Re: LVM vs. Ext4 snapshots (was: [PATCH v1 00/30] Ext4 snapshots)

From: Joe Thornber
Date: Sat Jun 11 2011 - 03:35:42 EST


On Sat, Jun 11, 2011 at 08:41:38AM +0300, Amir G. wrote:
> On Fri, Jun 10, 2011 at 1:11 PM, Joe Thornber <thornber@xxxxxxxxxx> wrote:
> > On Fri, Jun 10, 2011 at 11:01:41AM +0200, Lukas Czerner wrote:
> >> On Fri, 10 Jun 2011, Amir G. wrote:
> >>
> >> > CC'ing lvm-devel and fsdevel
> >> >
> >> >
> >> > On Wed, Jun 8, 2011 at 9:26 PM, Amir G. <amir73il@xxxxxxxxxxxxxxxxxxxxx> wrote:
> >> > For the sake of letting everyone understand the differences and trade
> >> > offs between
> >> > LVM and ext4 snapshots, so ext4 snapshots can get a fair trial, I need
> >> > to ask you
> >> > some questions about the implementation, which I could not figure out by myself
> >> > from reading the documents.
> >
> > First up let me say that I'm not intending to support writeable
> > _external_ origins with multisnap.  This will come as a suprise to
> > many people, but I don't think we can resolve the dual requirements to
> > efficiently update many, many snapshots when a write occurs _and_ make
> > those snapshots quick to delete (when you're encouraging people to
> > take lots of snapshots performance of delete becomes a real issue).
> >
>
> If I understand this article correctly:
> http://people.redhat.com/mpatocka/papers/shared-snapshots.pdf
> It says that _external_ origin write updates can be efficient to readonly
> (or not written) snapshots.
>
> Could you not support readonly snapshots of an _external_ origin?

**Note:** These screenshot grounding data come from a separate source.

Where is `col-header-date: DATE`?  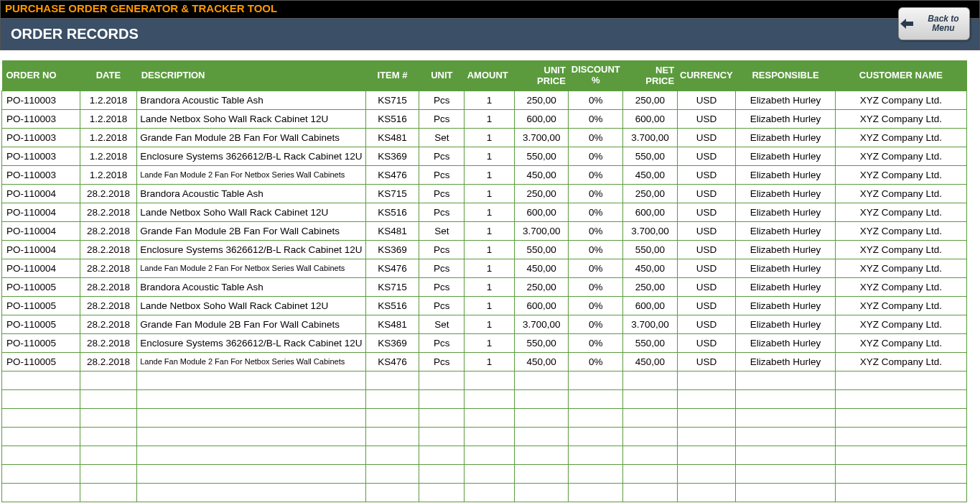
col-header-date: DATE is located at coordinates (108, 75).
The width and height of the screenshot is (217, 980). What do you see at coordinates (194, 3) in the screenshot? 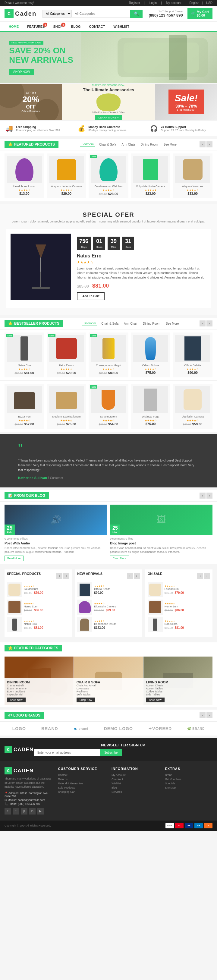
I see `language-selector: English` at bounding box center [194, 3].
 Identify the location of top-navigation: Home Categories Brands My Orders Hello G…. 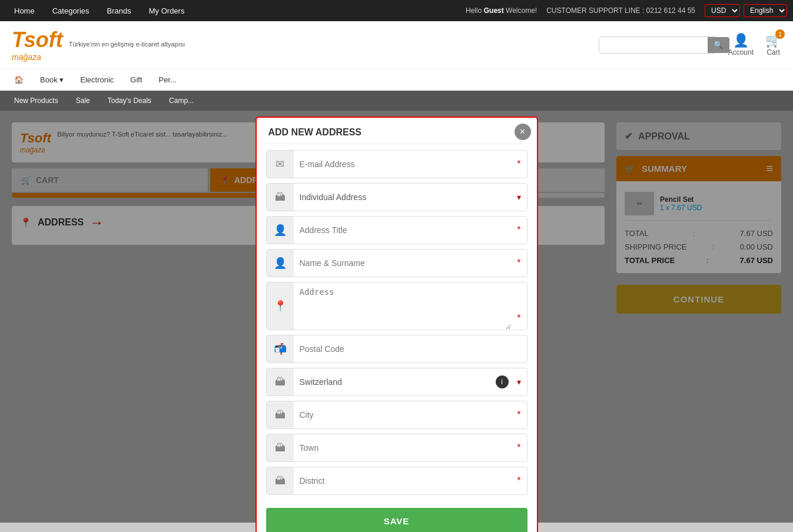
(397, 11).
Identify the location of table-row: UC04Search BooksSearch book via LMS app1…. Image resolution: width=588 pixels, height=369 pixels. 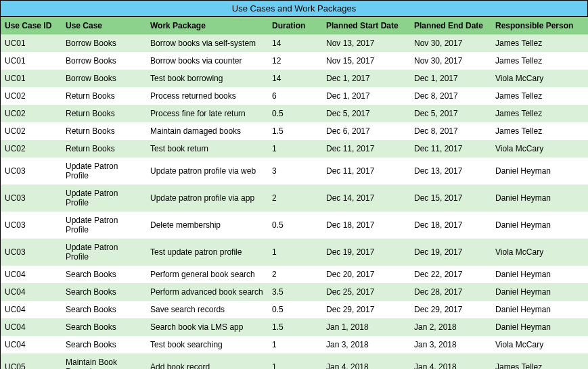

Yes, that is the intention, and very little work to add. We just do
something different if the metadata lookup returns -ENODATA. Above I
said I didn't intend to support _writeable_ external snaps. Readable
ones are a must, for instance for supporting virtual machine base
images.

> You could even support writable snapshots, that will degrade write
> performance to origin temporarily.
> It can be useful, if one wants to "try-out" mounting a temporary
> writable snapshot, when the origin is not even mounted.
> After the "try-out", the temporary snapshot can be deleted
> and origin write performance would go back to normal.

Not sure what you're getting at here. All snapshots are writeable.

Of course you can take a snapshot of an external origin and then use
this as your temporary origin for experiments. If the origin is
itself a dm device then LVM can shuffle tables around to make this
transparent.

The user may want to commit to their experiment at a later time by
merging back to the external origin. This involves copying, but no
more than a copy-on-write scheme. Arguably it's better to do the copy
only once we know they want to commit to it.